Russia blames Ukraine for nationalist Daria Dugina’s car bombing death
Russia’s top counterintelligence agency on Monday blamed Ukrainian spy services for organizing the killing of Daria Dugina, a 29-year-old political commentator and daughter of a leading Russian nationalist ideologue, in a car bombing just outside Moscow on Saturday night.
Dugina’s commentary frequently echoed that of her father, Alexander Dugin, a philosopher, writer and political theorist, whom some in the West described as “Putin’s brain.”
On Sunday, Ukraine’s presidential adviser Mykhailo Podolyak denied any Ukrainian involvement in the killing.
Russia’s Federal Security Service (FSB), the main KGB successor agency, said Monday that Dugina’s killing had been “prepared and perpetrated by the Ukrainian special services.”
The FSB accused a Ukrainian citizen of carrying out the bombing, saying the suspect arrived in Russia in July with her 12-year-old daughter and rented an apartment in the building where Dugina lived, in order to shadow her. It said that the suspect and her daughter were at a Russian nationalist festival which Daria Dugina and her father attended just before the car bombing.
The agency said the suspect and her daughter left Russia for Estonia after Dugina’s killing, using a different vehicle license plate on their way out of the country.
Russian law enforcement said it would seek to extradite the suspect to Russia, threatening “tough actions” if Estonia refuses to cooperate.
Russian media reports cited witnesses as saying the SUV that was bombed belonged to Alexander Dugin, and that he had decided at the last minute to travel in another vehicle.
On Sunday, Denis Pushilin, head of the Russia-backed separatist “Donetsk People’s Republic” in Ukraine’s east, quickly blamed the blast on “terrorists of the Ukrainian regime, trying to kill Alexander Dugin.”
Dugin, who has been slapped with U.S. and European sanctions, has been a prominent proponent of the “Russian world” concept, a spiritual and political ideology that emphasizes traditional values, the restoration of Russia’s global clout and the unity of all ethnic Russians throughout the world. He has been vehemently supported Russian President Vladimir Putin’s move to send troops into Ukraine and urged the Kremlin to step up its operations in the country.

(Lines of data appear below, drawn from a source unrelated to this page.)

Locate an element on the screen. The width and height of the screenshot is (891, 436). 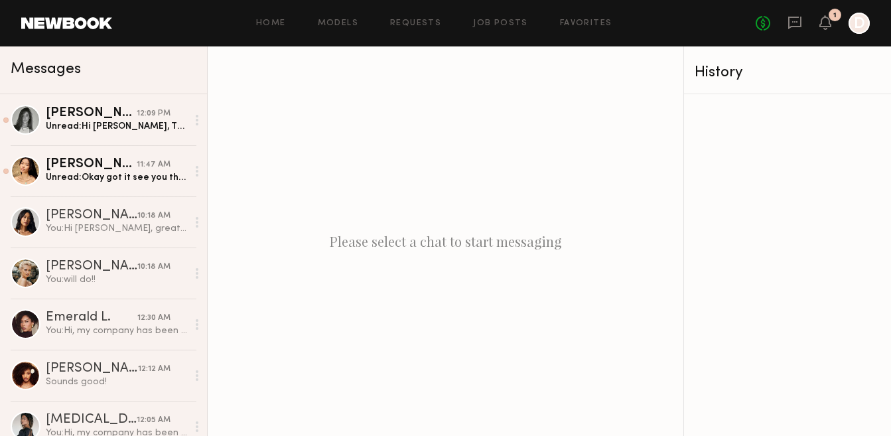
a: D is located at coordinates (859, 23).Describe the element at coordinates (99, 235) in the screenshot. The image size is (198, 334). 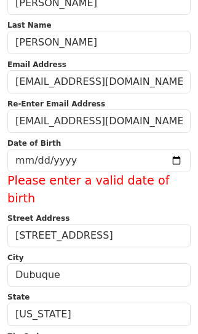
I see `input: Street Address` at that location.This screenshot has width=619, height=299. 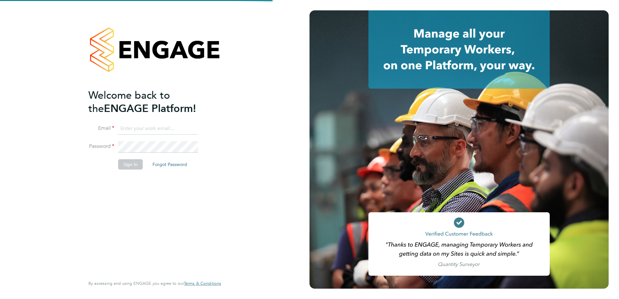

Dugina herself was sanctioned by the United States in March for her work as chief editor of United World International, a website that the U.S. described as a disinformation source, as well as by the British government last month. The U.S. sanctions announcement cited a United World article this year that contended Ukraine would “perish” if it were admitted to NATO. Dugina had also appeared as a commentator on nationalist TV channel Tsargrad, where Dugin had served as chief editor.
In an appearance on Russian television just last Thursday, Dugina said, “People in the West are living in a dream, in a dream given to them by global hegemony.” She called America “a zombie society” in which people opposed Russia but couldn’t find it on a map.
The car bombing, unusual for Moscow since the turbulent 1990s, is likely to aggravate tensions between Russia and Ukraine.
“My daughter Daria Dugina was brutally killed by an explosion in front of my eyes. She was a beautiful, Orthodox girl. A patriot, a military correspondent, an expert on the central channels, and a philosopher. Her speeches and reporting have always been profound, grounded and restrained. She never called for violence and war,” Dugin said Monday. “Our hearts yearn for more than just revenge or retribution. It’s too petty, not Russian. We only need our victory.”